Making a Difference to Inspire Wonder in STEM via VEX Robotics

Figure 1 - The variety of components students use to build robots.

When you consider the growing and fast-paced tempo of our digital revolution, the evolving world of robotics is an exciting technology that has received the attention of many young students. VEX Robotics has developed a competition where students team up to complete a task in a specific amount of time. Each team is responsible for designing, building, and programming a robot using only VEX Robotics equipment. This year’s tournament challenge (held Dec 2nd 2017 in northern Minnesota), “In the Zone”, was played out on a 12’ x 12’ square field. Teams competed in timed matches, scoring points by stacking cones in goal zones and parking robots. Throughout the tournament, teams worked together in an alliance to outscore an opposing alliance. The tournament included practice rounds, qualifying challenges, and elimination matches to determine the winners and select the finalist who would advance to their local state championship tournament.

DigiKey had more than 20 volunteers help our local Pioneer Robotics group host the Northern Minnesota regional VEX competition where 47 schools from around the region competed to go to state. Seven judges, including myself, interviewed all the student teams and asked them to describe their robot’s construction and design. Each of the teams kept logs in an engineering notebook where they described in detail how they came up with their design, showing notes and problems along their journey to their final robot design.

During the review and interview process, it was very rewarding to see the kids so excited to share their experiences around building the robot and how they would change things to make it better. Some of the students shared interesting details about how they wrote code to program each of the motors to control the robot’s path to succeed (VEX controllers use a form of C programming language called Robot C). It was good to see so many students working together as a team and getting into the construction and programming aspects of modern technology. As VEX Robotics continues to grow each year, inspiring new designs and gaining more students, we look forward to helping increase the experience and the cause to move STEM to new levels.☺

Figure 2 - One DigiKey employee, a judging volunteer, participates in interviewing a student on the creation of their robot design.

Figure 3 – Two teams competing to stack cones to gain points and win the round.

À propos de l'auteur

Image of John LeDuc

John LeDuc, chef de projet numérique chez DigiKey, a commencé sa carrière en 1984 en répondant aux questions techniques des clients de DigiKey, et en révisant et en ajoutant des produits au catalogue. Il s'est spécialisé dans le support de la carte de démonstration INS8073 Tiny Basic de National Semiconductor. John travaille maintenant à améliorer l'expérience numérique de nos clients ingénieurs en recueillant et en trouvant des idées uniques pour améliorer notre site Web. Il est titulaire d'une licence en technologies électroniques et il aime bricoler avec des composants électroniques durant son temps libre et créer des conceptions uniques avec son imprimante 3D.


Gather all lines in the data that hold the string "rotated".

=== EXTRACTED RECORDS ===

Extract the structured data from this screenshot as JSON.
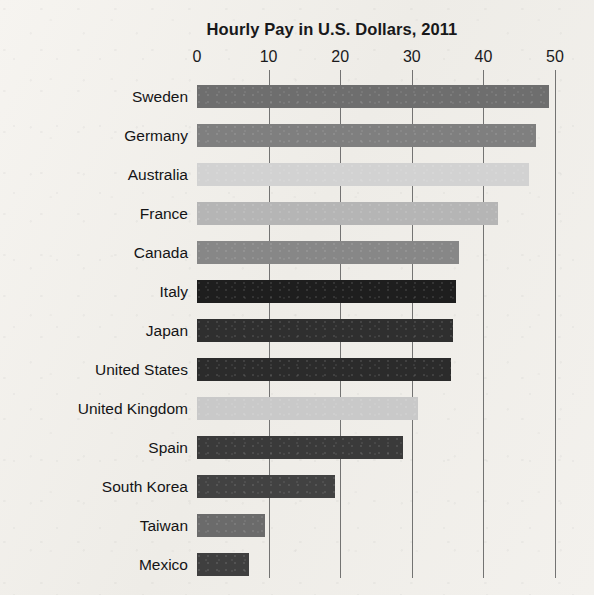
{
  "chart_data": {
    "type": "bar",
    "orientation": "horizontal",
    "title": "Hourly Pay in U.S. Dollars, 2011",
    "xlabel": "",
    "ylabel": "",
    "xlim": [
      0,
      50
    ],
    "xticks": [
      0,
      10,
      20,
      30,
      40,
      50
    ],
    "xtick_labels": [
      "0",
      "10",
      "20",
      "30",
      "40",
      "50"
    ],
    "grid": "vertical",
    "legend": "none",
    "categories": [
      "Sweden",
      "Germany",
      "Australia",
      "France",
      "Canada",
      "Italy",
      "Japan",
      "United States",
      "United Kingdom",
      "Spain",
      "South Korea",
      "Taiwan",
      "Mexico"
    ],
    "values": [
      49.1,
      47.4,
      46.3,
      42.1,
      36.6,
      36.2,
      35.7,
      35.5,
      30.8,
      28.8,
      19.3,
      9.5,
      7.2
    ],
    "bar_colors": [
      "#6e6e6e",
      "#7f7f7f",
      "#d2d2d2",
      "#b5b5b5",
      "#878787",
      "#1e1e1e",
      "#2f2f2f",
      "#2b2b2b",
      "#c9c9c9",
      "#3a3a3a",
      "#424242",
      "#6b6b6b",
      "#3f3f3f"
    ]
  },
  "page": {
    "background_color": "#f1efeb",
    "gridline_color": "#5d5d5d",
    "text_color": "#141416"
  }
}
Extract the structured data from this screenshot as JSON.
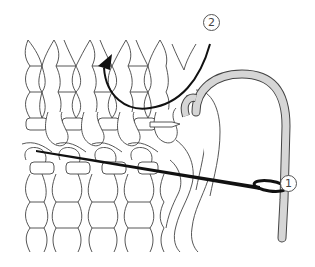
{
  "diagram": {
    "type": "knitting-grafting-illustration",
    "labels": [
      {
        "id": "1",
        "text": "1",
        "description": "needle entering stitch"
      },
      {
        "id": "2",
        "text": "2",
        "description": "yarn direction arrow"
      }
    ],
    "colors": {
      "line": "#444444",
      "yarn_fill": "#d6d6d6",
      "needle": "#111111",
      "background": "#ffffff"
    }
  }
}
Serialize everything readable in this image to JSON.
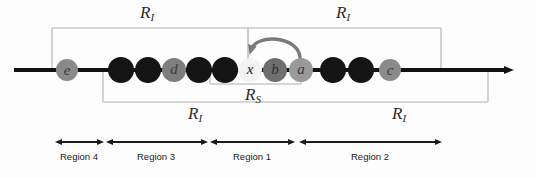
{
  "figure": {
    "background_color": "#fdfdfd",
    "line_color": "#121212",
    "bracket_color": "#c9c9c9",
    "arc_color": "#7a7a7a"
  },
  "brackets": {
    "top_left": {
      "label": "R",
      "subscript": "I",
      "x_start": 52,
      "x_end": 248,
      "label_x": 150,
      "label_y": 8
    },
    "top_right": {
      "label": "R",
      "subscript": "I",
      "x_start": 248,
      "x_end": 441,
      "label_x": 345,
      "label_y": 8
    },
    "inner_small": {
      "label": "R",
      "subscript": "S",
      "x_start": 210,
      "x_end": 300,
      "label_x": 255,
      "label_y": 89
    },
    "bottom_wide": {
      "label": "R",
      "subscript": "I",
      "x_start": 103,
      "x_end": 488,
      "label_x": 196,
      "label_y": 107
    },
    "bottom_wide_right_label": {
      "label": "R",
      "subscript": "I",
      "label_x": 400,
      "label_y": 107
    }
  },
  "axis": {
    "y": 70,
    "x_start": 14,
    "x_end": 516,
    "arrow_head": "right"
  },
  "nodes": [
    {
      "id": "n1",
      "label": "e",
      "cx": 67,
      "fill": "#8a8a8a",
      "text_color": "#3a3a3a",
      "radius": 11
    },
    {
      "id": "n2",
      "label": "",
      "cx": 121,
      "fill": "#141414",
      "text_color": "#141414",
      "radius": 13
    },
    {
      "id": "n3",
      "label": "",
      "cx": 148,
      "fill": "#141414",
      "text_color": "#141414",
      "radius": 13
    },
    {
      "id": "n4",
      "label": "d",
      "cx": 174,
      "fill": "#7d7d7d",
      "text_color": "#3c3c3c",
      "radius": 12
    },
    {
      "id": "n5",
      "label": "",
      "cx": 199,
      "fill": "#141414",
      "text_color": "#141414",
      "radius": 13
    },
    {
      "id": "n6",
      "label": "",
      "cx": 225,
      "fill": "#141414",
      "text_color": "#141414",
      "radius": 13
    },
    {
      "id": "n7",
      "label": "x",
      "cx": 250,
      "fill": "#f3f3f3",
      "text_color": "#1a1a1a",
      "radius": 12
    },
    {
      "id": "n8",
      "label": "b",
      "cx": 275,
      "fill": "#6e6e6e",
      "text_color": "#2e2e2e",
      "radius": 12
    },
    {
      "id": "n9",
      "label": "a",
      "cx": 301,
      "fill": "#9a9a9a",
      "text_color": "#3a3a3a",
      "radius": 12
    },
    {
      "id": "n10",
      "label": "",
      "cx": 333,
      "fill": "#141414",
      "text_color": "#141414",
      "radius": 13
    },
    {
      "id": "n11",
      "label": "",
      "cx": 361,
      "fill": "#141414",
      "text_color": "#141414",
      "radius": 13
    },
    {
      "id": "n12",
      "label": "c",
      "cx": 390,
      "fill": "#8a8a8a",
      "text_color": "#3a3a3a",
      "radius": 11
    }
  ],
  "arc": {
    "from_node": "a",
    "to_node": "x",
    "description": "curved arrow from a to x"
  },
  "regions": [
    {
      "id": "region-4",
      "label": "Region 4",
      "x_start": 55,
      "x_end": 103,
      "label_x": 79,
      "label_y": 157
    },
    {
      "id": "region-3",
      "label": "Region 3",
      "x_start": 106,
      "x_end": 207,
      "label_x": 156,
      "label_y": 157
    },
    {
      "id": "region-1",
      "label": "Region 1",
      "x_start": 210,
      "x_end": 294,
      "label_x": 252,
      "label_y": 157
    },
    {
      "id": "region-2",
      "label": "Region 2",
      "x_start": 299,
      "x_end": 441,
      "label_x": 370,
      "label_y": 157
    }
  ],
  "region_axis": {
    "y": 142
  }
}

===
=== EXTRACTED RECORDS ===

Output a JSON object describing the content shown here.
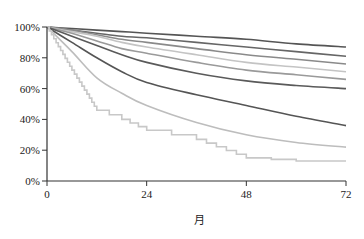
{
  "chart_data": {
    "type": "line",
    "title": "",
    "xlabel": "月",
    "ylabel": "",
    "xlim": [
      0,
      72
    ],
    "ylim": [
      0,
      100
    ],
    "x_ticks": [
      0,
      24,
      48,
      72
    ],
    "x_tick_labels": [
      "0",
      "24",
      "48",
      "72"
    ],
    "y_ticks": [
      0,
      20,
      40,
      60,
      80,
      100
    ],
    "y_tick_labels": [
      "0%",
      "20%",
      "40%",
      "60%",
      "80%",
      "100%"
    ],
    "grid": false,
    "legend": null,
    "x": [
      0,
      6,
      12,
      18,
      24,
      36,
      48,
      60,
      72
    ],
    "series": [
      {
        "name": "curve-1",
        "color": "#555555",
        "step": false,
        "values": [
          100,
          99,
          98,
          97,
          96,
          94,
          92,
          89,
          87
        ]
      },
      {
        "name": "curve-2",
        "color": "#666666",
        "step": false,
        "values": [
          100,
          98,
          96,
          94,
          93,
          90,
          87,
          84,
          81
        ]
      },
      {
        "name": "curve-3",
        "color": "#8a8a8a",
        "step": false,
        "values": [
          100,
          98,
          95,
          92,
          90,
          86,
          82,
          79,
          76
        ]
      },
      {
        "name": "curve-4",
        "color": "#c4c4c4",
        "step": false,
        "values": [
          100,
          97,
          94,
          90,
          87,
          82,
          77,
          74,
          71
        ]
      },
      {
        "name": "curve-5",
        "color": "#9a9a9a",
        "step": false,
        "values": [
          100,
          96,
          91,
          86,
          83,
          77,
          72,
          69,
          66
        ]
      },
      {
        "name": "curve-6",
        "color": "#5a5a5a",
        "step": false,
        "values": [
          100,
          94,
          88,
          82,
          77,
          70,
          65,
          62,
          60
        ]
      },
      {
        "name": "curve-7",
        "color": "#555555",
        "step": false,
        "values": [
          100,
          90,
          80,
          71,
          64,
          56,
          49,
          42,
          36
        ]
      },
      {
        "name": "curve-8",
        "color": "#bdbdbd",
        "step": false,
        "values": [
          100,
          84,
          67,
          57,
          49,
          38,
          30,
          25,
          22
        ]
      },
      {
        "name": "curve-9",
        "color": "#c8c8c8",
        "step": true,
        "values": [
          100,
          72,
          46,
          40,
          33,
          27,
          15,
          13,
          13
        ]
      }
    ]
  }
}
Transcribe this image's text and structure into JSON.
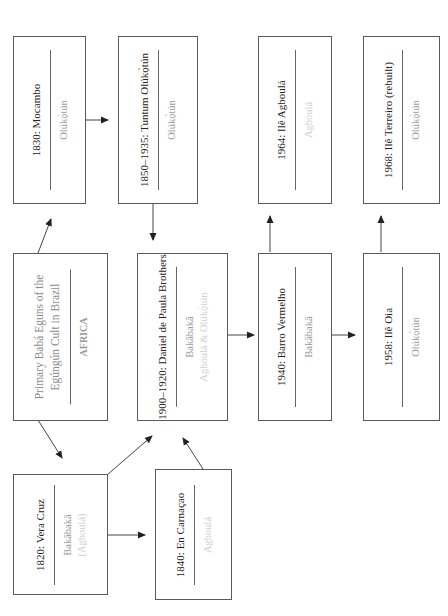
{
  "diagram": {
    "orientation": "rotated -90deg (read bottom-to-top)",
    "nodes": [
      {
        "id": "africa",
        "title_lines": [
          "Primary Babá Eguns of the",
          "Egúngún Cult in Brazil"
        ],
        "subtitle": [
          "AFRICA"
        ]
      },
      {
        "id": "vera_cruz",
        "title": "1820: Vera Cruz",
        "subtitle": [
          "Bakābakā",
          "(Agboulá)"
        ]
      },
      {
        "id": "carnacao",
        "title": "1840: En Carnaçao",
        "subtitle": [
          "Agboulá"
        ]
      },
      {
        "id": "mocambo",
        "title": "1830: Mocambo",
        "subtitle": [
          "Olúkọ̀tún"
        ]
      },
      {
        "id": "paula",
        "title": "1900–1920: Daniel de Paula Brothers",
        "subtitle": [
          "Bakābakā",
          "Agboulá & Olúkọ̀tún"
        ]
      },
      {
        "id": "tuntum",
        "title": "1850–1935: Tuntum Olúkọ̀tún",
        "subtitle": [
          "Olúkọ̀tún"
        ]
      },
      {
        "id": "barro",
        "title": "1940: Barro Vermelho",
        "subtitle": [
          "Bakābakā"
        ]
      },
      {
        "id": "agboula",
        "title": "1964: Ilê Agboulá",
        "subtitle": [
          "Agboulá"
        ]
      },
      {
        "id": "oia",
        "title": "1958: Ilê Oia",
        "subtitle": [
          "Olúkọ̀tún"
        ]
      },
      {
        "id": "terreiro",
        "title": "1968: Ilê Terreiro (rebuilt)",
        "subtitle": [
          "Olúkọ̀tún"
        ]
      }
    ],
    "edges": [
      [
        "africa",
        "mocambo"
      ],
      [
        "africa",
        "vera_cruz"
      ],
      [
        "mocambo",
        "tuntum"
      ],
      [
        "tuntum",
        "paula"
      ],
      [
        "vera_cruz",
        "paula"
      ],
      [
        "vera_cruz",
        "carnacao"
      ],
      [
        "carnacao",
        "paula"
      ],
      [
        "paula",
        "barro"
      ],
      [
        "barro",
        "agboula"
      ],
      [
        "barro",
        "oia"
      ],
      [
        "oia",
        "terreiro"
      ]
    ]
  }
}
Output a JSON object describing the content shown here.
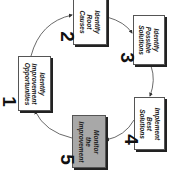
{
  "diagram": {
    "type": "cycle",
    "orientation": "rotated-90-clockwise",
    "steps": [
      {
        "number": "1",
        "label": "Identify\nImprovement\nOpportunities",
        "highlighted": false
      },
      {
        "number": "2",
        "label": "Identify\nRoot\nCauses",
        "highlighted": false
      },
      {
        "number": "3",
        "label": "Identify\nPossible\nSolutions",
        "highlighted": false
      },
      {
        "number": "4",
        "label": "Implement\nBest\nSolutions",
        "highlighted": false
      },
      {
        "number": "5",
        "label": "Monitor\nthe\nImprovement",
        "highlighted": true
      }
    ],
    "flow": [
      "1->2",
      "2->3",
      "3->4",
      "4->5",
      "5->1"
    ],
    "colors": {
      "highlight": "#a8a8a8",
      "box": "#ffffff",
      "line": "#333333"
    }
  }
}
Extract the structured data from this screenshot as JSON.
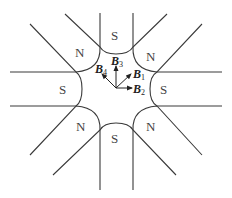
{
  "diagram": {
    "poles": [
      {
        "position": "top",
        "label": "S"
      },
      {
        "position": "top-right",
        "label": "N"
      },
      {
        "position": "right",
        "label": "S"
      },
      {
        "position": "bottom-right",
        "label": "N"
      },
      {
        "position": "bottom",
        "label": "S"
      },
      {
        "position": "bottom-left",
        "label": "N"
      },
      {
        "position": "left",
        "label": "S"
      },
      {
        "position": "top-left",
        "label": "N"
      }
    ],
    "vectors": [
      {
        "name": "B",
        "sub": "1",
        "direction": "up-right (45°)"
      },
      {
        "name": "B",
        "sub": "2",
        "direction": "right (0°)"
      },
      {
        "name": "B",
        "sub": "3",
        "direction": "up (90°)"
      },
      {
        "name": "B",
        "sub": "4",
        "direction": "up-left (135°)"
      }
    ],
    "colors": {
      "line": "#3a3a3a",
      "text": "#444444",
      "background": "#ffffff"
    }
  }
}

===

— REPLY —
    "orientation": "rotated -90deg (read bottom-to-top)",
    "orientation": "rotated-90-clockwise",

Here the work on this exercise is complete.